April 26, 2024

Failure at the Top of Yahoo and Time, Inc.

Two new media company CEOs started this month. Scott Thompson moved from president of eBay’s PayPal unit to CEO of Yahoo, and Laura Lang moved from CEO of Digitas, the world’s largest digital advertising agency, to CEO of Time, Inc.

What do these two have in common? Both come to their new companies after a long search, both are replacing fired CEOs, and both come from outside their new companies and have limited, if any, direct experience in the medium they are going to lead.

This being the beginning of a new year and a time when predictions are traditionally in order, I’ll hazard a guess about how long Thompson and Lang will last in their new jobs: Both will be out at the end of two years because it will take that long for their respective boards of directors to deflect blame from themselves to the two they have hired.

Yahoo’s board is led by co-founder Jerry Yang and board chairman Roy Bostock, both of whom have reputations in Silicon Valley and Silicon Alley of being major bozos who have fumbled by having four CEOs in five years (Terry Semel, Jerry Yang, Carol Bartz, and, now, Thompson). Thompson like Bartz and Semel, came from outside Yahoo.
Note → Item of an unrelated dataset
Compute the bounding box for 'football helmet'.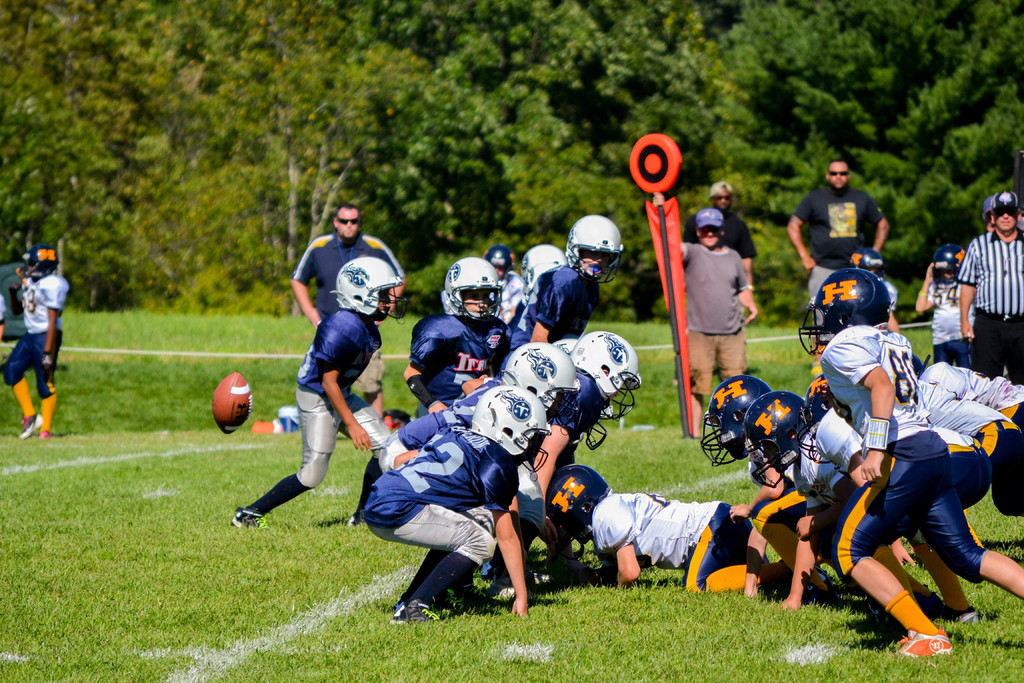
locate(561, 210, 623, 284).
The Yahoo board, led by Bostock, backed Jerry Yang, the only insider of the four CEOs, when he made the bonehead decision to turn down Microsoft’s desperate and excessive $45 billion offer to buy Yahoo in 2008. Soon after this embarrassment, the board hired Carol Bartz, and then fired her two years later.
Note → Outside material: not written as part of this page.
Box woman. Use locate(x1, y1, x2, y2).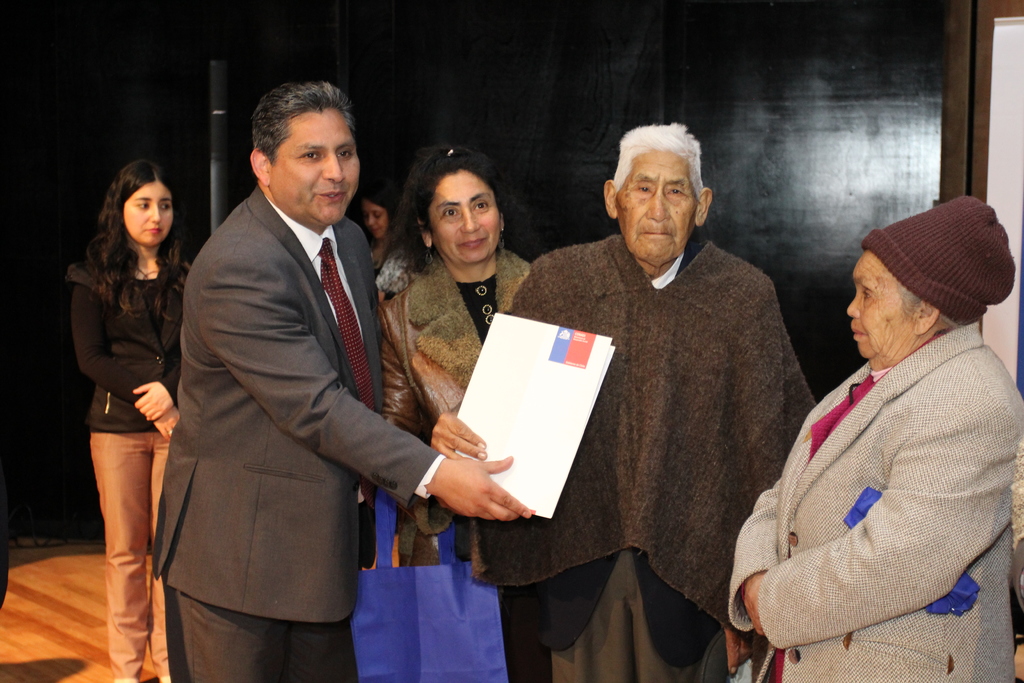
locate(724, 195, 1011, 682).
Time, Inc. is owned by Time Warner, which is headed by CEO Jeff Bewkes, who does pretty much what he wants because he has strong support from his board. Time, Inc. was headed by Ann Moore, a 30-year Time, Inc. veteran, who was CEO for eight years, but couldn’t lead the web-backward magazine group into the digital age. So Bewkes hired web-savvy Jack Griffin, head of the magazine division of Meredith Corp.

The Ivy League, cliff-dwelling, web-ignorant editors at Time, Inc. couldn’t stand the outsider Griffin trying to drag them into the digital age, and they undermined him, just like they trashed the Warner Communications people in 1990, when Time, Inc. bought Warner Communications for cash and, especially in 2001 when they trashed the AOL people after the AOL purchase of Time Warner was approved.

When Griffin was fired, The New York Times quoted a confidential source who was close to the situation at Time, Inc. as saying:

“Jack’s exit had nothing to do with management style and everything to do with the question of whether Time is manageable so long as entrenched interests fiercely resist the change necessary to position the organization for the future,” this person said. “Fortunately, the team Jack leaves behind is first rate and he wishes them all the best of success.”

So what does Bewkes think will be different when the digital marketing expert, Laura Lang, tries to herd the Time, Inc. cats? I give her two years before the cliff-dwelling editors get her.

And I’ll give Thompson two years at Yahoo, not because anyone below him will torpedo him like they will Lang, but because those above him on the board are clueless. The board will blame him for failure to turn around a dinosaur business, which Lou Gerstner couldn’t save from shrinking. Huge, lumbering, mass-appeal portals are dead; they’ve been painfully nibbled down by smaller, more nimble, speedier, niche-appeal websites and, especially, apps.

What hiring from outside their organizations says about the boards of Time Warner (and Bewkes) and Yahoo is that they are not doing their jobs well. They are not doing effective leadership training and they are not doing adequate succession planning. It’s their fault there is no one in their organizations who is qualified to step up. And if or when Scott Thompson and Laura Lang fail, it will not be their failure, it will be the failure of leadership at the very top of Yahoo and Time, Inc. once again.